Early on in the book Brown reminds readers of the very recent history of poverty in Sweden, describing the life of Anna, Brown’s Swedish mother-in-law: 

“She was born in the middle of the 1930s depression, when very little had changed for poor farmers in centuries. Her parents and all their children lived in one room and a kitchen, on the ground floor of her grandfather’s house. They slept on straw mattresses, which they filled themselves … her mother had given birth to fourteen children in twenty years … “

Anna had left school at thirteen, as so many of her generation in Sweden had done:

“After school, Anna was sent out to a larger farm to work as a milkmaid. All the servants slept in the kitchen there, but when she was fifteen she was sent as a servant girl to a woman named Martha Jacobsson, who gave her a room of her own to sleep in.”

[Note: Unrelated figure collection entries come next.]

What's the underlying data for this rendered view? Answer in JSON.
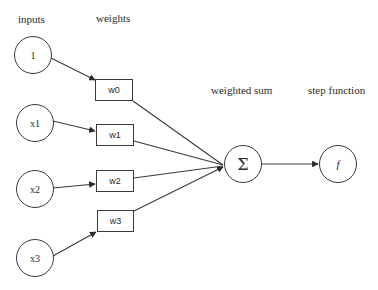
{
  "diagram": {
    "type": "perceptron",
    "headers": {
      "inputs": "inputs",
      "weights": "weights",
      "weighted_sum": "weighted sum",
      "step_function": "step function"
    },
    "inputs": [
      {
        "id": "in0",
        "label": "1"
      },
      {
        "id": "in1",
        "label": "x1"
      },
      {
        "id": "in2",
        "label": "x2"
      },
      {
        "id": "in3",
        "label": "x3"
      }
    ],
    "weights": [
      {
        "id": "w0",
        "label": "w0"
      },
      {
        "id": "w1",
        "label": "w1"
      },
      {
        "id": "w2",
        "label": "w2"
      },
      {
        "id": "w3",
        "label": "w3"
      }
    ],
    "sum_node": {
      "label": "Σ"
    },
    "activation_node": {
      "label": "f"
    },
    "edges": [
      {
        "from": "1",
        "to": "w0"
      },
      {
        "from": "x1",
        "to": "w1"
      },
      {
        "from": "x2",
        "to": "w2"
      },
      {
        "from": "x3",
        "to": "w3"
      },
      {
        "from": "w0",
        "to": "Σ"
      },
      {
        "from": "w1",
        "to": "Σ"
      },
      {
        "from": "w2",
        "to": "Σ"
      },
      {
        "from": "w3",
        "to": "Σ"
      },
      {
        "from": "Σ",
        "to": "f"
      }
    ],
    "colors": {
      "stroke": "#3a3a3a",
      "text": "#2a2a2a",
      "background": "#ffffff"
    }
  }
}
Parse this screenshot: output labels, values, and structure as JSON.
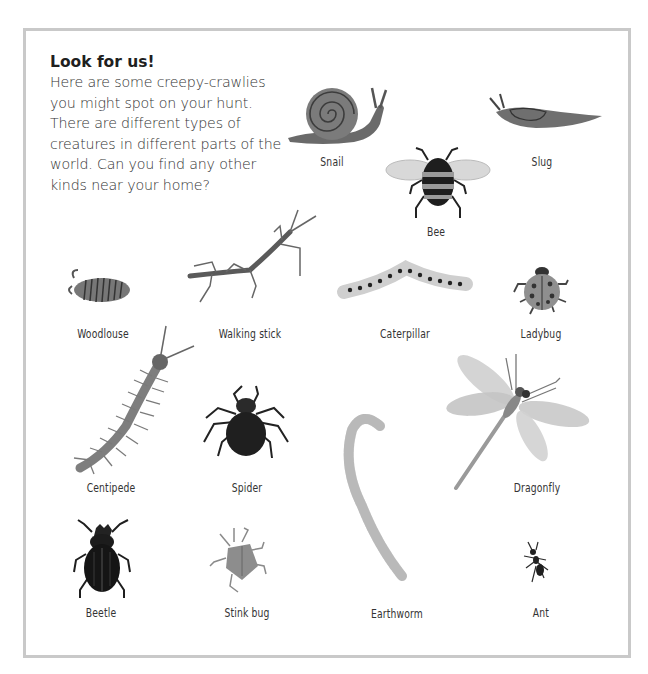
{
  "intro": {
    "heading": "Look for us!",
    "body": "Here are some creepy-crawlies you might spot on your hunt. There are different types of creatures in different parts of the world. Can you find any other kinds near your home?"
  },
  "creatures": {
    "snail": {
      "label": "Snail",
      "icon": "snail-icon"
    },
    "slug": {
      "label": "Slug",
      "icon": "slug-icon"
    },
    "bee": {
      "label": "Bee",
      "icon": "bee-icon"
    },
    "woodlouse": {
      "label": "Woodlouse",
      "icon": "woodlouse-icon"
    },
    "walking_stick": {
      "label": "Walking stick",
      "icon": "walking-stick-icon"
    },
    "caterpillar": {
      "label": "Caterpillar",
      "icon": "caterpillar-icon"
    },
    "ladybug": {
      "label": "Ladybug",
      "icon": "ladybug-icon"
    },
    "centipede": {
      "label": "Centipede",
      "icon": "centipede-icon"
    },
    "spider": {
      "label": "Spider",
      "icon": "spider-icon"
    },
    "earthworm": {
      "label": "Earthworm",
      "icon": "earthworm-icon"
    },
    "dragonfly": {
      "label": "Dragonfly",
      "icon": "dragonfly-icon"
    },
    "beetle": {
      "label": "Beetle",
      "icon": "beetle-icon"
    },
    "stink_bug": {
      "label": "Stink bug",
      "icon": "stink-bug-icon"
    },
    "ant": {
      "label": "Ant",
      "icon": "ant-icon"
    }
  },
  "colors": {
    "frame": "#c9c9c9",
    "text": "#333333"
  }
}
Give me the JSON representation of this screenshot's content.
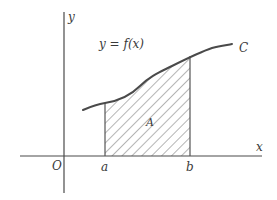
{
  "diagram": {
    "type": "area-under-curve",
    "labels": {
      "y_axis": "y",
      "x_axis": "x",
      "origin": "O",
      "lower_bound": "a",
      "upper_bound": "b",
      "function": "y = f(x)",
      "curve": "C",
      "area": "A"
    },
    "colors": {
      "ink": "#4a4a4a",
      "background": "#ffffff"
    }
  }
}
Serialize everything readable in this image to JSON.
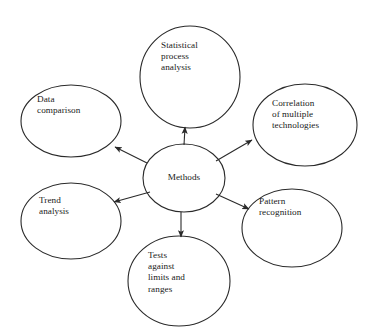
{
  "diagram": {
    "type": "radial-hub-and-spoke",
    "title": "Methods",
    "stroke_color": "#2a2a2a",
    "text_color": "#1a1a1a",
    "background_color": "#ffffff",
    "center_node": {
      "id": "methods",
      "label": "Methods",
      "shape": "ellipse",
      "cx": 184,
      "cy": 178,
      "rx": 41,
      "ry": 34
    },
    "nodes": [
      {
        "id": "statistical-process-analysis",
        "label": "Statistical\nprocess\nanalysis",
        "shape": "ellipse",
        "cx": 190,
        "cy": 77,
        "rx": 50,
        "ry": 51,
        "label_x": 161,
        "label_y": 40,
        "align": "left"
      },
      {
        "id": "correlation-of-multiple-technologies",
        "label": "Correlation\nof multiple\ntechnologies",
        "shape": "ellipse",
        "cx": 305,
        "cy": 125,
        "rx": 52,
        "ry": 41,
        "label_x": 272,
        "label_y": 98,
        "align": "left"
      },
      {
        "id": "pattern-recognition",
        "label": "Pattern\nrecognition",
        "shape": "ellipse",
        "cx": 292,
        "cy": 228,
        "rx": 50,
        "ry": 39,
        "label_x": 259,
        "label_y": 196,
        "align": "left"
      },
      {
        "id": "tests-against-limits-and-ranges",
        "label": "Tests\nagainst\nlimits and\nranges",
        "shape": "ellipse",
        "cx": 179,
        "cy": 281,
        "rx": 51,
        "ry": 45,
        "label_x": 148,
        "label_y": 250,
        "align": "left"
      },
      {
        "id": "trend-analysis",
        "label": "Trend\nanalysis",
        "shape": "ellipse",
        "cx": 71,
        "cy": 221,
        "rx": 50,
        "ry": 38,
        "label_x": 39,
        "label_y": 195,
        "align": "left"
      },
      {
        "id": "data-comparison",
        "label": "Data\ncomparison",
        "shape": "ellipse",
        "cx": 71,
        "cy": 121,
        "rx": 50,
        "ry": 36,
        "label_x": 37,
        "label_y": 94,
        "align": "left"
      }
    ],
    "arrows": [
      {
        "id": "methods-to-statistical-process-analysis",
        "from": "methods",
        "to": "statistical-process-analysis",
        "x1": 184,
        "y1": 145,
        "x2": 185,
        "y2": 127,
        "direction": "up"
      },
      {
        "id": "methods-to-correlation-of-multiple-technologies",
        "from": "methods",
        "to": "correlation-of-multiple-technologies",
        "x1": 216,
        "y1": 161,
        "x2": 252,
        "y2": 140,
        "direction": "up-right"
      },
      {
        "id": "methods-to-pattern-recognition",
        "from": "methods",
        "to": "pattern-recognition",
        "x1": 216,
        "y1": 194,
        "x2": 249,
        "y2": 209,
        "direction": "down-right"
      },
      {
        "id": "methods-to-tests-against-limits-and-ranges",
        "from": "methods",
        "to": "tests-against-limits-and-ranges",
        "x1": 181,
        "y1": 212,
        "x2": 181,
        "y2": 237,
        "direction": "down"
      },
      {
        "id": "methods-to-trend-analysis",
        "from": "methods",
        "to": "trend-analysis",
        "x1": 150,
        "y1": 192,
        "x2": 114,
        "y2": 202,
        "direction": "down-left"
      },
      {
        "id": "methods-to-data-comparison",
        "from": "methods",
        "to": "data-comparison",
        "x1": 147,
        "y1": 163,
        "x2": 115,
        "y2": 147,
        "direction": "up-left"
      }
    ]
  }
}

I later read a review which describes Fishing in Utopia as a “lament for a lost Eden“, the supposedly egalitarian, socialist and (comparatively) very rich Sweden of the 1970s, the era of Social Democratic leader Olaf Palme: an Eden later lost to modernizing forces. 

However, this is definitely not the message I took away from the book. It is in the present, not the past, tense that Brown makes Sweden seem most attractive.  It is when Brown writes about what he calls “Stockholm-Sweden” that he becomes most positive: describing a “genuinely sophisticated, cosmopolitan and almost weightless place”.   The Sweden of today that Brown describes is a place undergoing rapid change: open to migration, with more than 400,000 Muslims and Mohammed the most common new name for boys in Malmo. 

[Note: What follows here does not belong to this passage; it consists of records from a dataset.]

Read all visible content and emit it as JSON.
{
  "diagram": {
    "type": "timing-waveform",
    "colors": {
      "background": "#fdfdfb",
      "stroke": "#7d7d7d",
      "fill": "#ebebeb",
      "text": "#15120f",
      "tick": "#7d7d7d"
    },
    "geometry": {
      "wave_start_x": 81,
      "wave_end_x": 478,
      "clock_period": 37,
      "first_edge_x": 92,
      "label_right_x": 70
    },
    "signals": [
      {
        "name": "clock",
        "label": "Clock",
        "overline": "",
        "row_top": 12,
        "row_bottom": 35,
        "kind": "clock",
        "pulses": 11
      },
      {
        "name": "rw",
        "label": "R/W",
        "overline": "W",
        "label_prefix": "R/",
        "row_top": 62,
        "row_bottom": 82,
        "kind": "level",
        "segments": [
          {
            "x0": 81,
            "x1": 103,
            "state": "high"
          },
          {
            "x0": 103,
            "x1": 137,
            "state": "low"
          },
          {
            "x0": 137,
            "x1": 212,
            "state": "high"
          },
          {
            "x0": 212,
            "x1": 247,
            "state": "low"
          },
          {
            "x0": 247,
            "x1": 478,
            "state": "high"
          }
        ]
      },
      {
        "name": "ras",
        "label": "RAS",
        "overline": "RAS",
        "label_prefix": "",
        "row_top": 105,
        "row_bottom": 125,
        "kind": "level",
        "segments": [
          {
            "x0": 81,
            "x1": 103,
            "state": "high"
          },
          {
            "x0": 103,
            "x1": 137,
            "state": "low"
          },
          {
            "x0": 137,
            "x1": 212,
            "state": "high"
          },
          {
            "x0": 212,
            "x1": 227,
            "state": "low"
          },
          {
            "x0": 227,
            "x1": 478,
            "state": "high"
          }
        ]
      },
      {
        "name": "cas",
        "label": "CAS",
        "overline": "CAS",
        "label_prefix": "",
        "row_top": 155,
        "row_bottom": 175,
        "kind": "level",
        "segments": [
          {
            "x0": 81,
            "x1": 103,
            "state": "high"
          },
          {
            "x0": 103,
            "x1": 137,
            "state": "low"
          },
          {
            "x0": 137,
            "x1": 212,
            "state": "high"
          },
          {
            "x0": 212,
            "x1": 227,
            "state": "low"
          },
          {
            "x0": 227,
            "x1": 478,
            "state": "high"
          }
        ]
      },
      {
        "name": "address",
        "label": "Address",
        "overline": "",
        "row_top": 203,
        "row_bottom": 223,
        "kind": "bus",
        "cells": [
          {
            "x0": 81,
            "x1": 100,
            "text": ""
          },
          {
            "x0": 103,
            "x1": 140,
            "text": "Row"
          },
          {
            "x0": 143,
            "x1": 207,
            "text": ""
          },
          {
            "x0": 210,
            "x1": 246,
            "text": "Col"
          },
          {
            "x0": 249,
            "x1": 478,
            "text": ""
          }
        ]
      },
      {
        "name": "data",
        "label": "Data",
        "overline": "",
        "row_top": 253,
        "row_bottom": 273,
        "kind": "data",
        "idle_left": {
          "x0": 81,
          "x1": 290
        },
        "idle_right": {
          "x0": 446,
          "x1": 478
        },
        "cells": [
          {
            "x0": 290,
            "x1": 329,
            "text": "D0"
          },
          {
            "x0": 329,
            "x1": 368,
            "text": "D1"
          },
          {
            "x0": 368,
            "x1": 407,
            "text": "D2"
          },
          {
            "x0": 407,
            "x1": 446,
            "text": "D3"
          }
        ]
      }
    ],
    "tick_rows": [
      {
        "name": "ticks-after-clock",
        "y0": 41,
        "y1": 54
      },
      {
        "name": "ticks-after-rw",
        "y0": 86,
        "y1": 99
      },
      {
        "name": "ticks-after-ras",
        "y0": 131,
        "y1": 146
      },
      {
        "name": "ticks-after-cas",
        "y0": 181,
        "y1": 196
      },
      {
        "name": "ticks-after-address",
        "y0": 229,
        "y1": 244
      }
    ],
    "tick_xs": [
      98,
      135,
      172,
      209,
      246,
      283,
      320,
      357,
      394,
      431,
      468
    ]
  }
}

The modern Sweden that Brown evokes is a place where popular phone-in-programmes express both “polite and earnest eccentricity” and a sense of what Swedes “mean by democracy: not a voting system, but a recognition of common humanity.”  It is a place where alcohol is much easier to obtain than only a few decades ago, and where the system of state shops which sell it (the Systembolag) are today aimed at “selling not repelling”.  There is crime, and more than there was in the past, but it is still not “Armageddon”, with rates much lower than in England.  If Sweden is no longer “the promised land to which the world was tending in the Sixties” it is still, by almost any indicator, one of the most attractive and open societies in Europe today. 

Skyline of Stockholm

(Amberin also noted with pleasant surprise that when she stepped out of the Opera Cafe restaurant in the centre of Stockholm a Swede came up to her and asked her for directions in Swedish, obviously assuming that she was a local – her parents are from Bangladesh and Turkey.  This would not happen to her in every European country …)  

Neither Browns’ descriptions of Sweden in the 70s nor his observation of the problems which Sweden faces today suggest that the past is better than the present.  At one point Brown notes that  “everything about the old weighty grey concrete Sweden seems to have dissolved into the air”. At the end of the book Brown recalls the past, when he used to spend  “delightful hours lamenting the dreary stolidity of Sweden”, this while dining in a restaurant where potato cakes were “made as if woven out of straw, with sour cream and orange caviar” and where a person he met “had never once heared the word nykterhet, or temperance”.   

Brown underlines that “when foreigners write in praise of Swedish politics, it is from Stockholm that they get their information or their understanding, and this is always influenced by the very great confidence of the ruling class that still run the place.” 

Having met some representatives of this class during this trip – ministers, parliamentarians, businesspeople and civil servants – all explaining the broad consensus in Sweden in favour of a liberal migration policy, European enlargement, and striking the right balance between welfare and individual liberty, I found that this confidence might well be justified. 

But on this more later on this blog.